2. Pay a lump sum from a refund or bonus
If a fixed monthly add-on feels tight, you can make one annual lump-sum payment instead — a natural fit for a tax refund, a year-end bonus, or any windfall. The average federal tax refund runs around $3,000, which is in the neighborhood of a full mortgage payment for many borrowers. One caveat: a once-a-year lump applied in, say, April saves slightly less than spreading the same money across all 12 months, because the spread-out version reduces your balance a little sooner each month. The difference is usually minor, so the "best" method is mostly whichever one you'll actually stick with.
3. Set up biweekly payments
Instead of 12 monthly payments, you pay half your monthly amount every two weeks. Because there are 52 weeks in a year, you make 26 half-payments — which equals 13 full payments — without ever writing a check that feels bigger. It's the "extra payment a year" strategy on autopilot. A biweekly mortgage calculator shows how your specific loan responds. One thing to watch: if your lender charges a fee to enroll in a formal biweekly program, or only forwards the extra money to your loan once a quarter, you may do better simply scheduling the half-payments yourself or using the 1/12 method.

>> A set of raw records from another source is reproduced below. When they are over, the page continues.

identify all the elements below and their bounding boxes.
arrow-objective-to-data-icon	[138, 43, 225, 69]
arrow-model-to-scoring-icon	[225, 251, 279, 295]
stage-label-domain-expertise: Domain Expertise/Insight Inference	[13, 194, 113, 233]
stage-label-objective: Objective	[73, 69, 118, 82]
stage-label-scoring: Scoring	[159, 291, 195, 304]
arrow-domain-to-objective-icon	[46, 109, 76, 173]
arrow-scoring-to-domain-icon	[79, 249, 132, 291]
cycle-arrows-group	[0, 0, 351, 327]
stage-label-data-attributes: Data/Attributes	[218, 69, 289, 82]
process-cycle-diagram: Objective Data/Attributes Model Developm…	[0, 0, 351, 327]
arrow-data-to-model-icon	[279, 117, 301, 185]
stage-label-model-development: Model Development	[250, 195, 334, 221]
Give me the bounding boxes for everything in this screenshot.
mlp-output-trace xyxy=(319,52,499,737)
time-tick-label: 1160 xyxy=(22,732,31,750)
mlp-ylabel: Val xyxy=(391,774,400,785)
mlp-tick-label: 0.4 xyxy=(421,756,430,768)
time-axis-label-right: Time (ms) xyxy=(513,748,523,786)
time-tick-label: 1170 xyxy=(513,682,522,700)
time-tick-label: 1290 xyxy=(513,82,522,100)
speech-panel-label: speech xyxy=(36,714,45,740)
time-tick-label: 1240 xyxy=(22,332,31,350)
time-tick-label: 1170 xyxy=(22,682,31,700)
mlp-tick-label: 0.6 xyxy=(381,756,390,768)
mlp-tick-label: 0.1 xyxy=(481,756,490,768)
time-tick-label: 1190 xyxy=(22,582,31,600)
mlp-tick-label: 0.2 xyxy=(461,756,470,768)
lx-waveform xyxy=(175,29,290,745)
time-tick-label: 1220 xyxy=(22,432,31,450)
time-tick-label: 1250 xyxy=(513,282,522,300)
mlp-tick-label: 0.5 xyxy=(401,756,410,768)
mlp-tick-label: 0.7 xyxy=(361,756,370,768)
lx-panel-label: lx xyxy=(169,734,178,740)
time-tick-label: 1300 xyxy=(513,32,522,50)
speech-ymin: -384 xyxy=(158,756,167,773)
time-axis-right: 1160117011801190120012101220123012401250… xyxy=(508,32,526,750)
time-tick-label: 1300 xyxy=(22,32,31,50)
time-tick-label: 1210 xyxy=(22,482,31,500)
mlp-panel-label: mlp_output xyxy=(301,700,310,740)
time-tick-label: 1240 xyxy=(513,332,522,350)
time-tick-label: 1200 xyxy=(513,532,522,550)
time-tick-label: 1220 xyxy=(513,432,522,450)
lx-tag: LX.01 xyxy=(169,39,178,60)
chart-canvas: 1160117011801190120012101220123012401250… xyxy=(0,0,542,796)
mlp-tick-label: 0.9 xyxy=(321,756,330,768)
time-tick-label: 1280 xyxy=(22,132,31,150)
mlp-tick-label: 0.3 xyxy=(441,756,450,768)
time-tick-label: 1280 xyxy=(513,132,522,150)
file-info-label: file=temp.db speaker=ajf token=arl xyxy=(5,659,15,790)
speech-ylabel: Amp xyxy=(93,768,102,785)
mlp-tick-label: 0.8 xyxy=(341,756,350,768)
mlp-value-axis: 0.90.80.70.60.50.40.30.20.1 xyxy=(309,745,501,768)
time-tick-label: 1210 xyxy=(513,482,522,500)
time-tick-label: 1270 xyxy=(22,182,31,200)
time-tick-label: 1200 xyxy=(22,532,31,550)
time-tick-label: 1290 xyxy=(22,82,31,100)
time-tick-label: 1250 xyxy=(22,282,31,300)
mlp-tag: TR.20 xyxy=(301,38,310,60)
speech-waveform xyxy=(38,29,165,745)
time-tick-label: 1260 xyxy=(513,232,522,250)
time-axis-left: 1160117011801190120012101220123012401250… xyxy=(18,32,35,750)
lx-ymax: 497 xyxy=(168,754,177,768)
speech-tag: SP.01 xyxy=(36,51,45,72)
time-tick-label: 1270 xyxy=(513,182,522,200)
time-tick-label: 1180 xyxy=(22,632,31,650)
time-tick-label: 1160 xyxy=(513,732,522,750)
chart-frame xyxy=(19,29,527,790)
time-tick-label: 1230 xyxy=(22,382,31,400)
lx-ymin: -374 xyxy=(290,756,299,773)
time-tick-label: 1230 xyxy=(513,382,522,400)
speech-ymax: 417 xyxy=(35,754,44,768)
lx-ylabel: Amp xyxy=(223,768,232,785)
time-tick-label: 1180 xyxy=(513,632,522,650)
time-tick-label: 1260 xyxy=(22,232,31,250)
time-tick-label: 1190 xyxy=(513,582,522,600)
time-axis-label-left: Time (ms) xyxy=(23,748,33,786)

Things worth checking first
Before you commit, a few practical points can affect whether this is the right move for you:
- Prepayment penalties. Most modern conforming mortgages don't have them, but it's worth confirming in your loan documents that paying ahead won't trigger a charge.
- Where the money lands. An extra payment only delivers these savings if it's applied to principal. Check your statement after the first one to make sure it reduced your balance.
- Your wider finances. If you're carrying higher-interest debt like credit cards, or you don't yet have an emergency fund, those generally come first — this is a trade-off, not a one-size-fits-all rule. Some people also prefer to keep cash invested rather than locked in home equity.
- Recasting vs. payoff. Extra payments shorten your term but don't lower your required monthly payment. If you want a lower monthly bill instead, ask your servicer about a recast.
To see exactly where you stand today, you can check how many years are left on your loan with a mortgage balance calculator, or download a full month-by-month amortization schedule to Excel or PDF and watch your payoff date move as you add the extra payments.
Key takeaways
- One extra mortgage payment a year — a 13th payment toward principal — usually shaves about four to six years off a 30-year loan.
- On a $350,000 loan at 6.5%, adding roughly $184 a month saves about $101,800 in interest and pays the loan off nearly six years early.
- You can do it three easy ways: split one payment across 12 months (~1/12 extra each month), make a yearly lump sum from a refund or bonus, or switch to biweekly payments.
- Make sure the extra money is applied to principal, and check for any prepayment penalty or biweekly enrollment fee first.
- The bigger your balance and rate — and the earlier you start — the more you save, so run your own numbers before deciding.